Jeffrey M. FriedmanNobel Conference 46
Jeffrey M. Friedman, M.D., Ph.D., Marilyn M. Simpson Professor and HHMI investigator, Laboratory of Molecular Genetics, and director, Starr Center for Human Genetics, The Rockefeller University, New York, N.Y.
In 1994 Jeffrey Friedman’s lab identified leptin, a hormonal signal made by the body’s fat cells that regulates food intake and energy expenditure and has powerful effects on reproduction, metabolism, other endocrine systems, and even immune function. His current research focuses on the genes and neural circuits that control food intake and body weight, and leptin’s mechanism of action and its relevance to the development of obesity.
Friedman graduated from Rensselaer Polytechnic Institute, Troy, N.Y. (B.S. in biology, 1975) and received his M.D. from Albany Medical College of Union University, N.Y., in 1977 at the age of 22. After completing two residencies at Albany Medical Center Hospital, he joined the Rockefeller University as a postgraduate fellow and associate physician in 1980. He earned a Ph.D. from Rockefeller (1986) and was named head of laboratory in 1991. Friedman was appointed Marilyn M. Simpson Professor in 1999. He has been an investigator at the Howard Hughes Medical Institute since 1986 and also directs the Starr Center for Human Genetics, one of the country’s largest centers for the study of diseases linked to heredity.

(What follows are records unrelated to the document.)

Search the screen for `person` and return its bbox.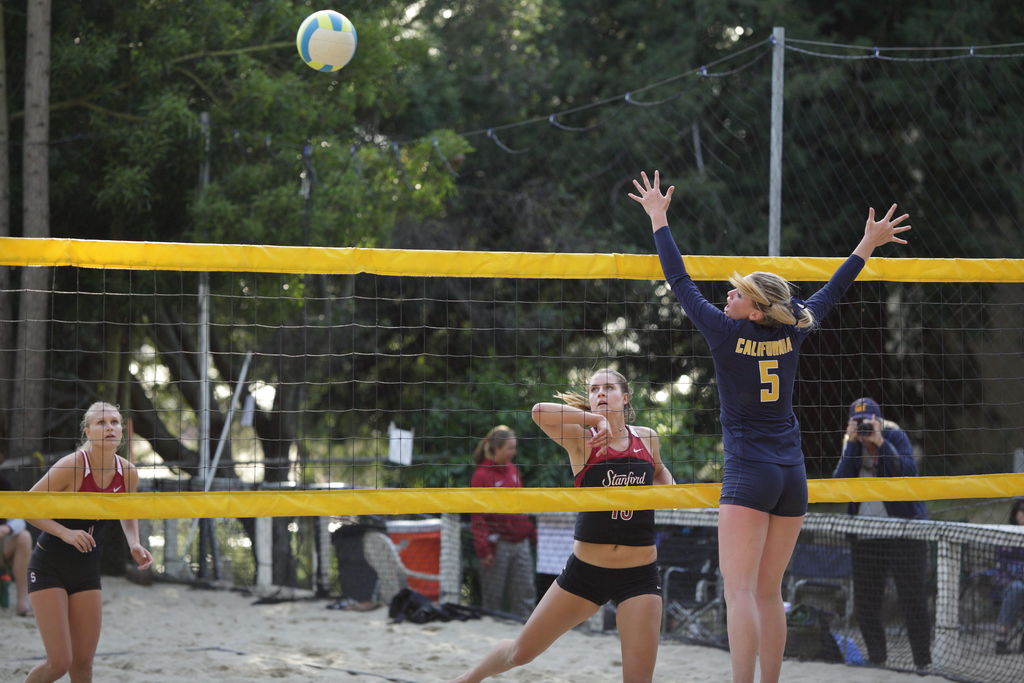
Found: bbox(24, 400, 154, 682).
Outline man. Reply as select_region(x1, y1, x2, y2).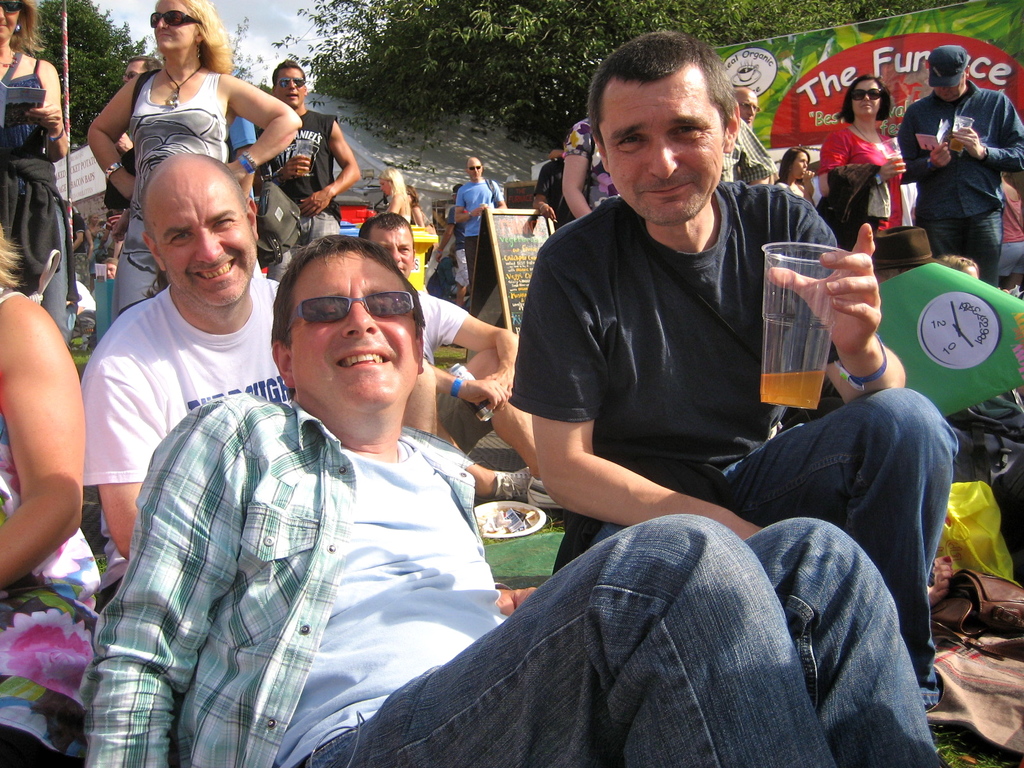
select_region(102, 51, 157, 264).
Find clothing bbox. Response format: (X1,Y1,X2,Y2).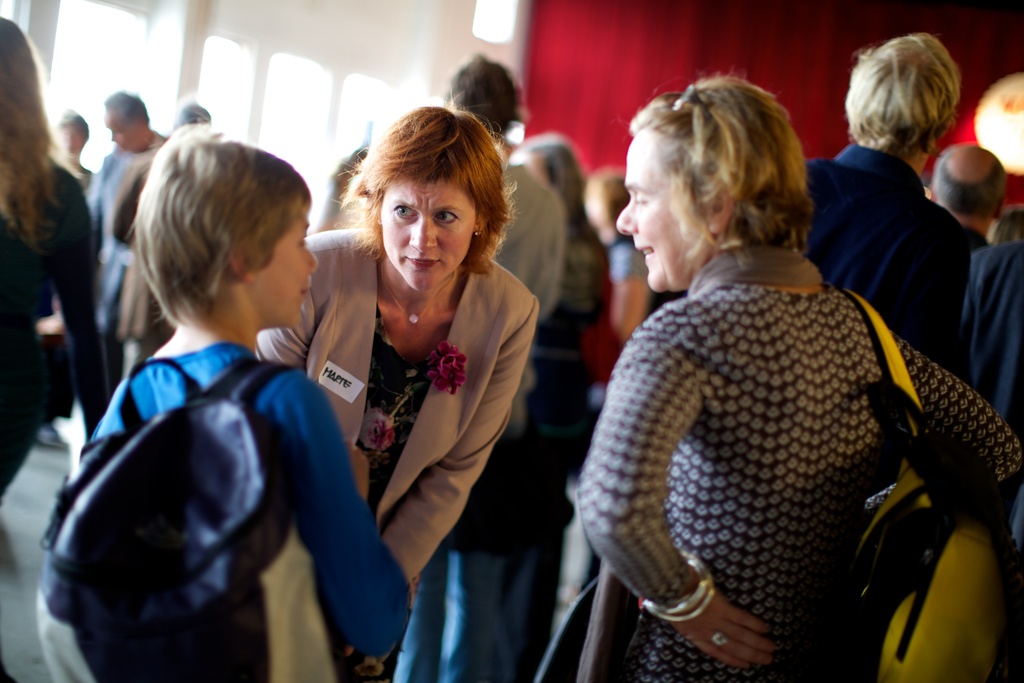
(655,133,968,393).
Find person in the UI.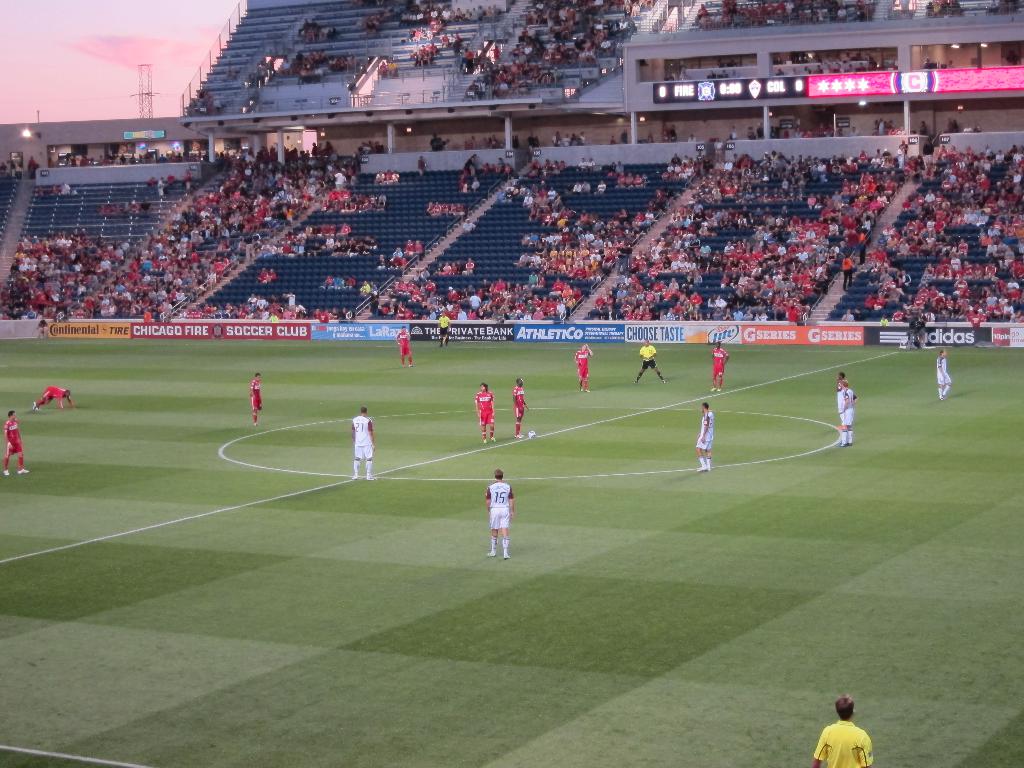
UI element at <bbox>476, 381, 499, 442</bbox>.
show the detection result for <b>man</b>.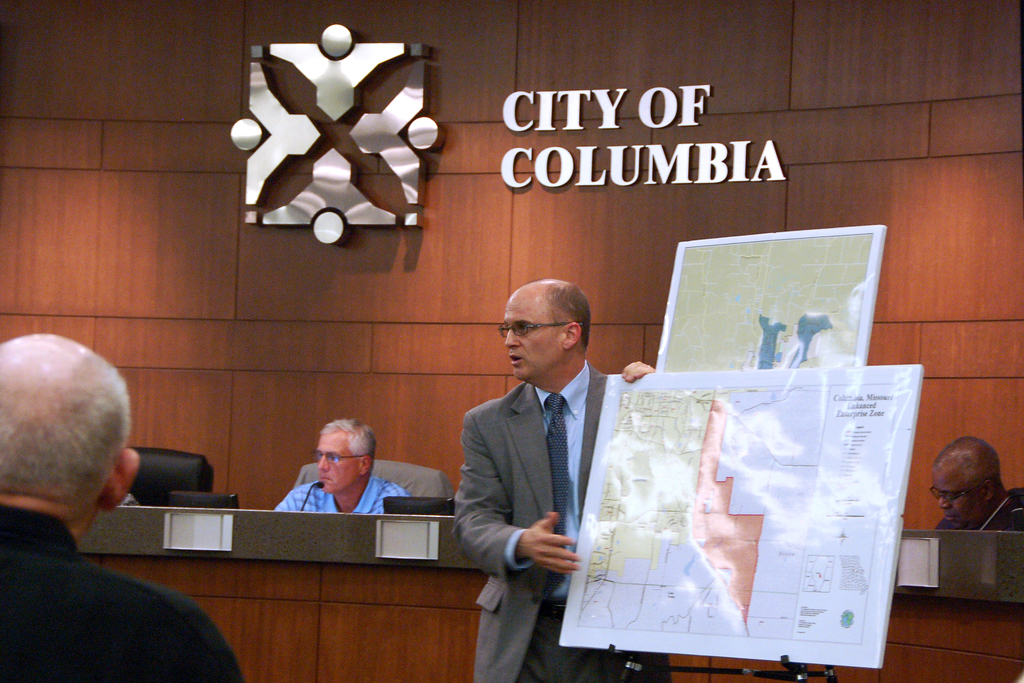
[0,336,245,682].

Friedman is a member of the National Academy of Sciences and its Institute of Medicine. His most recent honors include the $1 million Shaw Prize in Life Science and Medicine (familiarly known as “the Nobel Prize of the East”) in 2009, the 2007 Jessie Stevenson Kovalenko Medal, the sixth Danone International Prize for Nutrition, the 2004 Gairdner Foundation International Award, and the 2004 Passano Foundation Award.